Compass Skills

Req 3b — Taking a Compass Bearing

3b.
In the field, show how to take a compass bearing and follow it.

Knowing what a compass is means nothing if you cannot use it to get from Point A to Point B through unmarked terrain. Taking a bearing — and then walking that bearing accurately — is the single most fundamental orienteering skill. Master this, and every other technique in this badge builds on top of it.

What Is a Bearing?

A bearing is a direction expressed as a number of degrees from north, measured clockwise. North is 0° (or 360°). East is 90°. South is 180°. West is 270°. If someone tells you to “walk a bearing of 135°,” they mean head southeast — exactly halfway between south and east.

Taking a Bearing from a Map

This is the process you will use constantly during orienteering events. You know where you are on the map and where you want to go, and you need the compass to tell you which direction to walk.

  1. Place the compass on the map so the baseplate edge connects your current position to your destination. The direction-of-travel arrow should point toward where you want to go.
  2. Rotate the bezel until the orienting lines inside the housing are parallel to the north-south grid lines on the map, with the orienting arrow pointing toward the top of the map (north).
  3. Read the bearing at the index line where the bezel meets the direction-of-travel arrow.
  4. Pick up the compass. Hold it flat in front of you and turn your whole body until the red end of the magnetic needle sits inside the orienting arrow (this is called “putting red in the shed”).
  5. Look up along the direction-of-travel arrow and pick a visible landmark — a distinctive tree, a rock, a fence post.
  6. Walk to that landmark, then repeat: hold the compass, align the needle, pick the next landmark.

Taking a Field Bearing

Sometimes you see something in the landscape — a hilltop, a building, a distinctive tree — and want to know what bearing it is from your position.

  1. Hold the compass flat at waist level with the direction-of-travel arrow pointing at the feature.
  2. Rotate the bezel until the red end of the needle sits inside the orienting arrow.
  3. Read the bearing at the index line. That is the bearing from you to that feature.

This is useful for identifying features on a map (“that hill is at 230° from me”) and for triangulating your position when you are unsure where you are.

Three-step diagram showing how to take a compass bearing: placing compass on map connecting two points, rotating the bezel to align orienting lines with grid lines, and holding the compass level with the needle aligned inside the orienting arrow while sighting a landmark

Following a Bearing Accurately

Taking the bearing is the easy part. Walking it through dense forest without drifting is where most beginners struggle. Here are techniques that keep you on course:

Leapfrogging with a Buddy

If you are orienteering with a partner (as required by Scouting America Youth Protection policies), send your buddy ahead along your bearing line. When they reach a landmark, walk to them and repeat. Two people leapfrogging stay on a straight line much better than one person walking alone.

Aiming Off

If your destination is on a linear feature (a trail, a stream, a fence), deliberately aim a few degrees to one side. When you hit the feature, you know which direction to turn. If you aimed straight and missed, you would not know whether to go left or right. This technique is covered more deeply in Req 6c — Navigation Techniques.

Counting Paces

Combine your bearing with a pace count (covered in Req 5) to know not just which direction but how far you have traveled. Together, bearing and pace count give you a position fix in featureless terrain.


:: Assignment ::
Return all of the records below verbatim.

*** Extracted information ***

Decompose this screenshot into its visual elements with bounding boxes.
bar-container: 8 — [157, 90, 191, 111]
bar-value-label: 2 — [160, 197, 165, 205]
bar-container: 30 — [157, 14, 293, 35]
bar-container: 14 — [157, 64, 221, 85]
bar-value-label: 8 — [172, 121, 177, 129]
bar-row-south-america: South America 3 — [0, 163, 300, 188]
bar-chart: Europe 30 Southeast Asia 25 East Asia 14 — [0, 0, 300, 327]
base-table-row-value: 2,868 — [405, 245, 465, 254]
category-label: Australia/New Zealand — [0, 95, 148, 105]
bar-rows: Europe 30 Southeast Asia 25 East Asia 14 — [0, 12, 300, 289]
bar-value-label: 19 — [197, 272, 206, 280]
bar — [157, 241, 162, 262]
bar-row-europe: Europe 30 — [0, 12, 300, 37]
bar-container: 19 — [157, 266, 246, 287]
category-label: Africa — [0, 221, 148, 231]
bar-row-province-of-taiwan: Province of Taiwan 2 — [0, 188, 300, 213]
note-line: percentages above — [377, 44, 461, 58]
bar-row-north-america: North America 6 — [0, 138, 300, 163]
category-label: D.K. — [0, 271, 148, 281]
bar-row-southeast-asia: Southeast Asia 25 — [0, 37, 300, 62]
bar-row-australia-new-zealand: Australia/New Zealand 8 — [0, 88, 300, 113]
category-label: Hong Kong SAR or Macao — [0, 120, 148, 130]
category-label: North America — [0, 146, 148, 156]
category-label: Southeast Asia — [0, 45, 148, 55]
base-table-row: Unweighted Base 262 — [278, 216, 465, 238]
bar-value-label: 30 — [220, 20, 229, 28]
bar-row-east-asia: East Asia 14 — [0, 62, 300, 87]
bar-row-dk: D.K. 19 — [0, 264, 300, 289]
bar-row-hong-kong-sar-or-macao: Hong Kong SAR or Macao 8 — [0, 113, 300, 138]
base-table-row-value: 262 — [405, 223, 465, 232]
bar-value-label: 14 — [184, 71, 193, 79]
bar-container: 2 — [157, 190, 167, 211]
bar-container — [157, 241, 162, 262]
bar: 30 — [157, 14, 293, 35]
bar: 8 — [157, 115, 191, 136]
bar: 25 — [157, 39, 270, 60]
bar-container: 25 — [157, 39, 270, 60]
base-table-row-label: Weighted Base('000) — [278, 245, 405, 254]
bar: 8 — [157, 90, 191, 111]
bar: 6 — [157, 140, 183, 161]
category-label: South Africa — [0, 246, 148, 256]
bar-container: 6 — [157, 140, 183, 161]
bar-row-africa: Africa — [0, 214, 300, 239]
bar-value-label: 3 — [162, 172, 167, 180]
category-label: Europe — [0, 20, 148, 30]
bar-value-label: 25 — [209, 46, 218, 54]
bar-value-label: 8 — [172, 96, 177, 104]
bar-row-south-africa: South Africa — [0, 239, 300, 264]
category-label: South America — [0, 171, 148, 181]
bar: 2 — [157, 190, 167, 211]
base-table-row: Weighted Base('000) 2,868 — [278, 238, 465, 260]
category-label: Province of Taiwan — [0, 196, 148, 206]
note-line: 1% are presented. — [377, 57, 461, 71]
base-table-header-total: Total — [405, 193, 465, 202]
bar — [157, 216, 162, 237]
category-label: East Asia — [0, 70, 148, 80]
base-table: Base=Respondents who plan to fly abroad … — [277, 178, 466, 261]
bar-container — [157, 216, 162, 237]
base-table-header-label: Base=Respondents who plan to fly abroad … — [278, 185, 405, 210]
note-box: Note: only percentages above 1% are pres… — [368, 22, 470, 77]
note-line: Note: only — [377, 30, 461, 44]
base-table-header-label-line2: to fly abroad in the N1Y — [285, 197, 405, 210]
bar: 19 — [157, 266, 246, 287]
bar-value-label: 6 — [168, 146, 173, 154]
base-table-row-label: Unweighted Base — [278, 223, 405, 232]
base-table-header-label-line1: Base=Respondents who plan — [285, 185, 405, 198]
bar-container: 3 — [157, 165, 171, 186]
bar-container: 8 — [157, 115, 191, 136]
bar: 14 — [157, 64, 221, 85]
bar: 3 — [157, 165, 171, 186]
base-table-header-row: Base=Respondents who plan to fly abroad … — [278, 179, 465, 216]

*** End of Extracted information ***

:: Exercise response ::
Decompose this screenshot into its visual elements with bounding boxes.
bar-container: 8 — [157, 90, 191, 111]
bar-value-label: 2 — [160, 197, 165, 205]
bar-container: 30 — [157, 14, 293, 35]
bar-container: 14 — [157, 64, 221, 85]
bar-value-label: 8 — [172, 121, 177, 129]
bar-row-south-america: South America 3 — [0, 163, 300, 188]
bar-chart: Europe 30 Southeast Asia 25 East Asia 14 — [0, 0, 300, 327]
base-table-row-value: 2,868 — [405, 245, 465, 254]
category-label: Australia/New Zealand — [0, 95, 148, 105]
bar-rows: Europe 30 Southeast Asia 25 East Asia 14 — [0, 12, 300, 289]
bar-value-label: 19 — [197, 272, 206, 280]
bar — [157, 241, 162, 262]
bar-row-europe: Europe 30 — [0, 12, 300, 37]
bar-container: 19 — [157, 266, 246, 287]
category-label: Africa — [0, 221, 148, 231]
bar-row-province-of-taiwan: Province of Taiwan 2 — [0, 188, 300, 213]
note-line: percentages above — [377, 44, 461, 58]
bar-row-north-america: North America 6 — [0, 138, 300, 163]
category-label: D.K. — [0, 271, 148, 281]
bar-row-southeast-asia: Southeast Asia 25 — [0, 37, 300, 62]
bar-row-australia-new-zealand: Australia/New Zealand 8 — [0, 88, 300, 113]
category-label: Hong Kong SAR or Macao — [0, 120, 148, 130]
category-label: North America — [0, 146, 148, 156]
category-label: Southeast Asia — [0, 45, 148, 55]
base-table-row: Unweighted Base 262 — [278, 216, 465, 238]
bar-value-label: 30 — [220, 20, 229, 28]
bar-row-east-asia: East Asia 14 — [0, 62, 300, 87]
bar-row-dk: D.K. 19 — [0, 264, 300, 289]
bar-row-hong-kong-sar-or-macao: Hong Kong SAR or Macao 8 — [0, 113, 300, 138]
base-table-row-value: 262 — [405, 223, 465, 232]
bar-value-label: 14 — [184, 71, 193, 79]
bar-container: 2 — [157, 190, 167, 211]
bar-container — [157, 241, 162, 262]
bar: 30 — [157, 14, 293, 35]
bar: 8 — [157, 115, 191, 136]
bar: 25 — [157, 39, 270, 60]
bar-container: 25 — [157, 39, 270, 60]
base-table-row-label: Weighted Base('000) — [278, 245, 405, 254]
bar: 8 — [157, 90, 191, 111]
bar: 6 — [157, 140, 183, 161]
category-label: South Africa — [0, 246, 148, 256]
bar-container: 6 — [157, 140, 183, 161]
bar-row-africa: Africa — [0, 214, 300, 239]
bar-value-label: 3 — [162, 172, 167, 180]
category-label: Europe — [0, 20, 148, 30]
bar-value-label: 25 — [209, 46, 218, 54]
bar-value-label: 8 — [172, 96, 177, 104]
bar-row-south-africa: South Africa — [0, 239, 300, 264]
category-label: South America — [0, 171, 148, 181]
bar: 2 — [157, 190, 167, 211]
base-table-row: Weighted Base('000) 2,868 — [278, 238, 465, 260]
category-label: Province of Taiwan — [0, 196, 148, 206]
note-line: 1% are presented. — [377, 57, 461, 71]
base-table-header-total: Total — [405, 193, 465, 202]
bar — [157, 216, 162, 237]
category-label: East Asia — [0, 70, 148, 80]
base-table: Base=Respondents who plan to fly abroad … — [277, 178, 466, 261]
bar-container — [157, 216, 162, 237]
base-table-header-label: Base=Respondents who plan to fly abroad … — [278, 185, 405, 210]
note-box: Note: only percentages above 1% are pres… — [368, 22, 470, 77]
note-line: Note: only — [377, 30, 461, 44]
base-table-header-label-line2: to fly abroad in the N1Y — [285, 197, 405, 210]
bar: 19 — [157, 266, 246, 287]
bar-value-label: 6 — [168, 146, 173, 154]
base-table-row-label: Unweighted Base — [278, 223, 405, 232]
base-table-header-label-line1: Base=Respondents who plan — [285, 185, 405, 198]
bar-container: 3 — [157, 165, 171, 186]
bar-container: 8 — [157, 115, 191, 136]
bar: 14 — [157, 64, 221, 85]
bar: 3 — [157, 165, 171, 186]
base-table-header-row: Base=Respondents who plan to fly abroad … — [278, 179, 465, 216]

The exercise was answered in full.